Larry Hall (Cygwin) wrote:
> On 05/19/2009, Patrick Aikens wrote:
>> I can log in using a password for any user who is a member of the
>> Administrators group. Many of the guides I've seen on installing
>> OpenSSH on windows (especially 2003 server) have you add new users to
>> the Admin group, so this seems to be a common necessity.  If this is a
>> known restriction?  If so, I'll go ahead and stick to allowing
>> key-based authentication only.
> 
> There does appear to be an issue with logging in using password
> authentication if the user is not part of the Administrators group.
> I've been able to reproduce the problem on XP with a new user that
> has never logged in.  Although I tried this with 1.7, I didn't
> enable any fancy authentication options available there, so it
> should be a pretty good match functionally to 1.5's version.  If you
> haven't tried this already, you might try switching the users in
> question to be in the "Adminstrators" group, logging in through ssh
> (or just through Windows), and then switching back, assuming the users
> in question haven't started Cygwin's 'bash' shell before when they
> logged in.  This didn't resolve the log in issues I saw but did
> change them from a permissions issue (i.e. "Permission denied")
> to a successful login that was immediately closed.  I've looked
> some at the latter issue and the server is receiving SIGCHLD,
> which suggests that things are getting killed off right at the
> start of the session but I don't know more than this.  This is
> really Corinna's ballywick but she's on vacation.  So it may have
> to wait for her return to get the real low-down (and it's possible
> it has already been discussed but I wasn't paying attention. ;-) )
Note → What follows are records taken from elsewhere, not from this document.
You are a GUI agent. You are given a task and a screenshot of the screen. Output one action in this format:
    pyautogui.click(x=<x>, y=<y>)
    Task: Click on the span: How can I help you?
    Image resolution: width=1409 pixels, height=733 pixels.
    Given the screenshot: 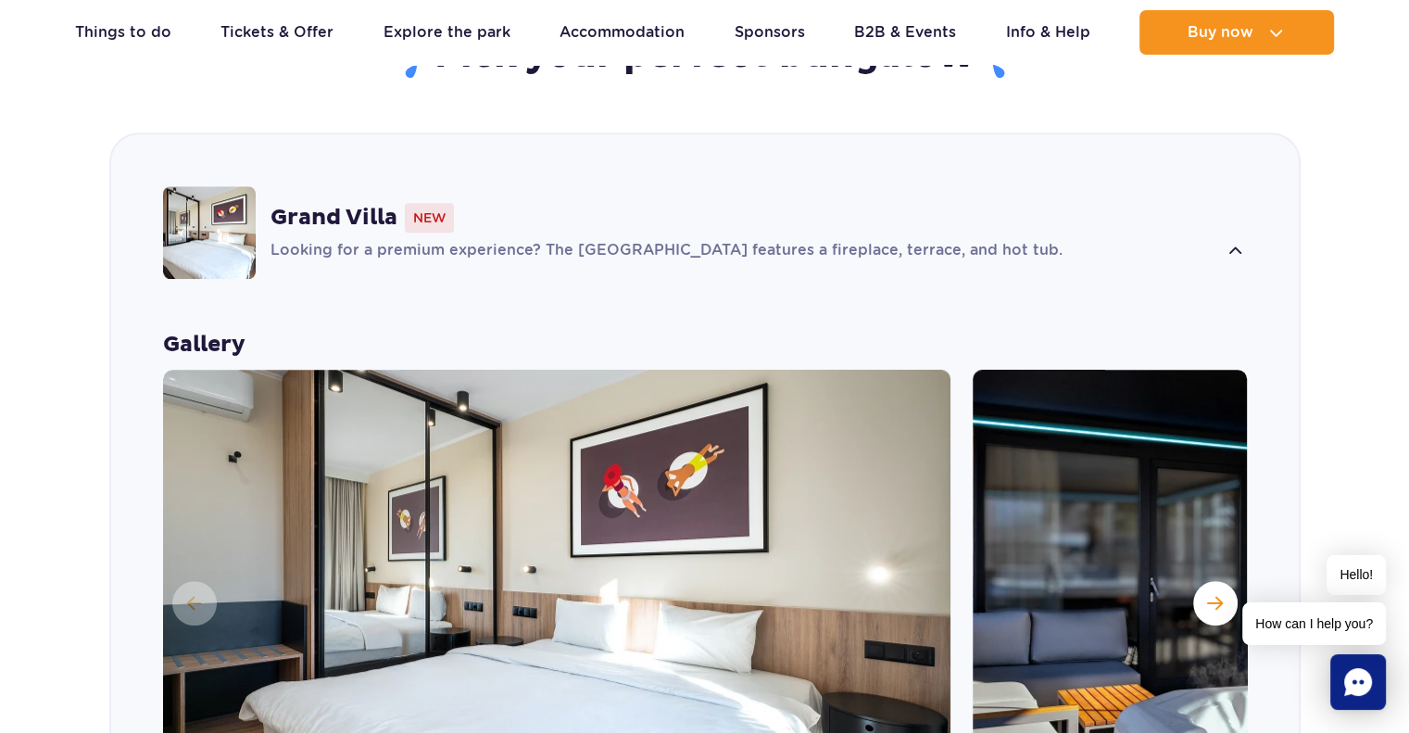 What is the action you would take?
    pyautogui.click(x=1314, y=623)
    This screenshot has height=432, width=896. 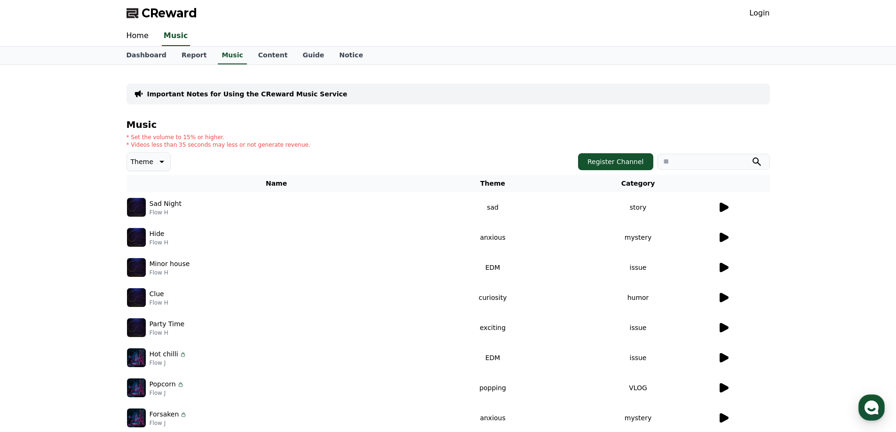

> In any case, if public key authentication will serve you fine, I'd
> recommend using it.  It's defintely more secure than password
> authentication.
> 


Thanks for the reply.  I'd rather use public key authentication
anyway... I was concerned that the inability to log in using password
authentication in this case might point to a deeper problem that might
cause me grief later on.  If the extent of the problem is simply with
sshd, I'm fine with using public key authentication.  Thanks for the help.